• Exercise: Restate word for word the lines of the records below, starting at the line that contains "The image size is (1407, 791)." and ending at the line that contains "Image resolution: width=407", with both of those lines included and nothing else.

Records from a dataset
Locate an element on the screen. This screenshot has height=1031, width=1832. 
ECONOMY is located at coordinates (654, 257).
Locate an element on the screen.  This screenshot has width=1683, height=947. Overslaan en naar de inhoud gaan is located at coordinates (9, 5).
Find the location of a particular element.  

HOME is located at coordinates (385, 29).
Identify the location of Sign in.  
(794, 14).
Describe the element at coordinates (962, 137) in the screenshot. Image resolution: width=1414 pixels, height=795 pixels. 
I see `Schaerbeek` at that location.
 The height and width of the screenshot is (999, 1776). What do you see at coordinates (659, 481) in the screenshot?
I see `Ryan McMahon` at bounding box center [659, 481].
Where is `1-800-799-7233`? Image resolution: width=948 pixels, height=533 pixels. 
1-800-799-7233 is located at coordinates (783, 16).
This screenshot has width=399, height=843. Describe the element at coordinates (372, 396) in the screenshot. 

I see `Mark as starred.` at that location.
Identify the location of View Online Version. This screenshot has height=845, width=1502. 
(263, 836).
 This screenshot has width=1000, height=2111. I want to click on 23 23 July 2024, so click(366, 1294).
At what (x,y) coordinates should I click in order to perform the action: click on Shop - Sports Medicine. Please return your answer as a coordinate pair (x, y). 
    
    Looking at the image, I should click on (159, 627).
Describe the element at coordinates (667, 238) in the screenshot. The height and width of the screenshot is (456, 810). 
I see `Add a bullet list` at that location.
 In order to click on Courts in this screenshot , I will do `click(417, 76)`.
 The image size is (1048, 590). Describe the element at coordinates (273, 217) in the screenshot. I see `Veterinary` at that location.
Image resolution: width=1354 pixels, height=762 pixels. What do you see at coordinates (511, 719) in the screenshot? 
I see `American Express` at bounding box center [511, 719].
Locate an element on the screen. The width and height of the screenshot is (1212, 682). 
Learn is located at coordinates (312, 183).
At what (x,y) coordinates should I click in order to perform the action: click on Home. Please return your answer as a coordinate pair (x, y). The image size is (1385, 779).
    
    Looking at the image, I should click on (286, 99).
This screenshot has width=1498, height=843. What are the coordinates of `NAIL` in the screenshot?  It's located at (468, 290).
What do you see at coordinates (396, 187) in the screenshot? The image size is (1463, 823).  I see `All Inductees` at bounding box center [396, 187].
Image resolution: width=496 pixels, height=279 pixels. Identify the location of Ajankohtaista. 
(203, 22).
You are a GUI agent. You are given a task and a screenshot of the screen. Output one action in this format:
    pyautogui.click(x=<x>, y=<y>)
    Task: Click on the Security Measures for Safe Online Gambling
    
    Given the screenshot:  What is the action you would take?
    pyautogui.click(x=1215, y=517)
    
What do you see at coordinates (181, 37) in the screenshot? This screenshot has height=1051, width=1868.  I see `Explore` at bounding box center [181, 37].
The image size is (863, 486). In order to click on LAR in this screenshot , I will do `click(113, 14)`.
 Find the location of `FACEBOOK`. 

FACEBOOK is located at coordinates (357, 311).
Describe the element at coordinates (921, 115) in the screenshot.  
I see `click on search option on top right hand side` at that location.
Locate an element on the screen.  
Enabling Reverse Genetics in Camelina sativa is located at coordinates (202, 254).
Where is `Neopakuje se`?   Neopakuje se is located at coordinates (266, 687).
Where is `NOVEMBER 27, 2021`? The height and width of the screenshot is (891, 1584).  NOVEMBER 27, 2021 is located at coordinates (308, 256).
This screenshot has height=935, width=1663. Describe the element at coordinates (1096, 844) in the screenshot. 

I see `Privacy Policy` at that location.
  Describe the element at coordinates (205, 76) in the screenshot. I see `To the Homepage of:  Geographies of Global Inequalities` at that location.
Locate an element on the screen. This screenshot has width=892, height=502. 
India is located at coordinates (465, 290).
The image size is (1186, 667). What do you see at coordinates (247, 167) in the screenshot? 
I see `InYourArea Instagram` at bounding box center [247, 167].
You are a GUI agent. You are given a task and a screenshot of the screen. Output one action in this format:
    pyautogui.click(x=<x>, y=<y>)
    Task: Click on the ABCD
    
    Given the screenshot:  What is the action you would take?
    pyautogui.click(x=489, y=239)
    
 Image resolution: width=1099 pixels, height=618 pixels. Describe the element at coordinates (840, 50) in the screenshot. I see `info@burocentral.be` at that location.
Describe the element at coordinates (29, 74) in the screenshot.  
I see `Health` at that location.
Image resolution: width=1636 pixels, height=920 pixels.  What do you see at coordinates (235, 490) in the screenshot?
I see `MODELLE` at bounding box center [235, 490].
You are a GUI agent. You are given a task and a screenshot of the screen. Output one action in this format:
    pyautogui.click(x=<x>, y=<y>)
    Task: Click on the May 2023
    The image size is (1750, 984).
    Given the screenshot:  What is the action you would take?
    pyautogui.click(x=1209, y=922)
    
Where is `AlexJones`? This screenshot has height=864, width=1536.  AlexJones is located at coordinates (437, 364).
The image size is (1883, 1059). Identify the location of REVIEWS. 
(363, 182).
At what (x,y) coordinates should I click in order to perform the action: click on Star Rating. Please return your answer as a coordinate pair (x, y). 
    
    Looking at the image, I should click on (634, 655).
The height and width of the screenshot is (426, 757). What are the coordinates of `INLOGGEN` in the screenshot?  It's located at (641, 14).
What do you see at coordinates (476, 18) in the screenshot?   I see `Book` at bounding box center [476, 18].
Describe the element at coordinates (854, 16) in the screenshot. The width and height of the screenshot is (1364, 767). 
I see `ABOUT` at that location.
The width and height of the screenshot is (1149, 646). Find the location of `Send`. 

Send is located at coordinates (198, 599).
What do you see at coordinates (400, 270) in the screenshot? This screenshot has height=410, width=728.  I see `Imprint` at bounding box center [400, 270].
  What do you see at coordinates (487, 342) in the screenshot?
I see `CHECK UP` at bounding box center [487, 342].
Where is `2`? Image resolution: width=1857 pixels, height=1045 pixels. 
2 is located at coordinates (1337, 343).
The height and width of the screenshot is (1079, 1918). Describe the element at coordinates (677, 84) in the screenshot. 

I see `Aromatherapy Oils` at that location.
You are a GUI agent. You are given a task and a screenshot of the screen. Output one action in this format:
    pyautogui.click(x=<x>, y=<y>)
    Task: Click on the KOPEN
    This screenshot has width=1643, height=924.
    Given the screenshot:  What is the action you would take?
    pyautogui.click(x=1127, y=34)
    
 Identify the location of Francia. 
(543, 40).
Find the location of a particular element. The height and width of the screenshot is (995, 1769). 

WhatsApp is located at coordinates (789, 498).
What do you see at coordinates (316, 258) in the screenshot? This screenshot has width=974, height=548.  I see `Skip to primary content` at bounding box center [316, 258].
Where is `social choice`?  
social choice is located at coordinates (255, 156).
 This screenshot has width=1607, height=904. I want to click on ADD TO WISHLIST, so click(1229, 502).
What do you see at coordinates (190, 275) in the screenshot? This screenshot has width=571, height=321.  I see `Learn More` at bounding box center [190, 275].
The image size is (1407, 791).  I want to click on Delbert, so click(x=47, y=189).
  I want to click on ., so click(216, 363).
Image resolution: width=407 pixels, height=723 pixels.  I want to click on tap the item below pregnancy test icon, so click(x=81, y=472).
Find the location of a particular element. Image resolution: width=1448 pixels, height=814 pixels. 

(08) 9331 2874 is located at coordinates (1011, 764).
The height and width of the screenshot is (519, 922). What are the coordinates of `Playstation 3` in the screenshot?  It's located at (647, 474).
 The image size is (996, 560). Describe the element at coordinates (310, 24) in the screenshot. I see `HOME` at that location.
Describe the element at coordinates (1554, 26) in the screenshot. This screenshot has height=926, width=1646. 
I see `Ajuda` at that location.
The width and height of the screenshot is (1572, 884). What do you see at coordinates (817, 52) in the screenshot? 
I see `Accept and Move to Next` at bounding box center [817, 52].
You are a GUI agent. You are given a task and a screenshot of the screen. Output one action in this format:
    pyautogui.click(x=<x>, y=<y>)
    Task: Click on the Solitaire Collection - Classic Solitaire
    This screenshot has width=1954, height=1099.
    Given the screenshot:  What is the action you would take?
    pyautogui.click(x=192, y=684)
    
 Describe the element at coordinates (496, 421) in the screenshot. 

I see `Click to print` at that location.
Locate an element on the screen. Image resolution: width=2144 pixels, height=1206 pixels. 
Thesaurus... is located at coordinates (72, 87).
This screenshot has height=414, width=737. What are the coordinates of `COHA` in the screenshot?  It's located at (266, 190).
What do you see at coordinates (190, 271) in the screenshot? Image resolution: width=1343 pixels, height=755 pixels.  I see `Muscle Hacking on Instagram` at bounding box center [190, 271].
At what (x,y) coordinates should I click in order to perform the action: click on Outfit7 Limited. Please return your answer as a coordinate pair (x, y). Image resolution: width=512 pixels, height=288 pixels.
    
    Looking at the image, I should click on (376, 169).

• Solution to the exercise:
The image size is (1407, 791).  I want to click on Delbert, so click(x=47, y=189).
  I want to click on ., so click(216, 363).
Image resolution: width=407 pixels, height=723 pixels.  I want to click on tap the item below pregnancy test icon, so click(x=81, y=472).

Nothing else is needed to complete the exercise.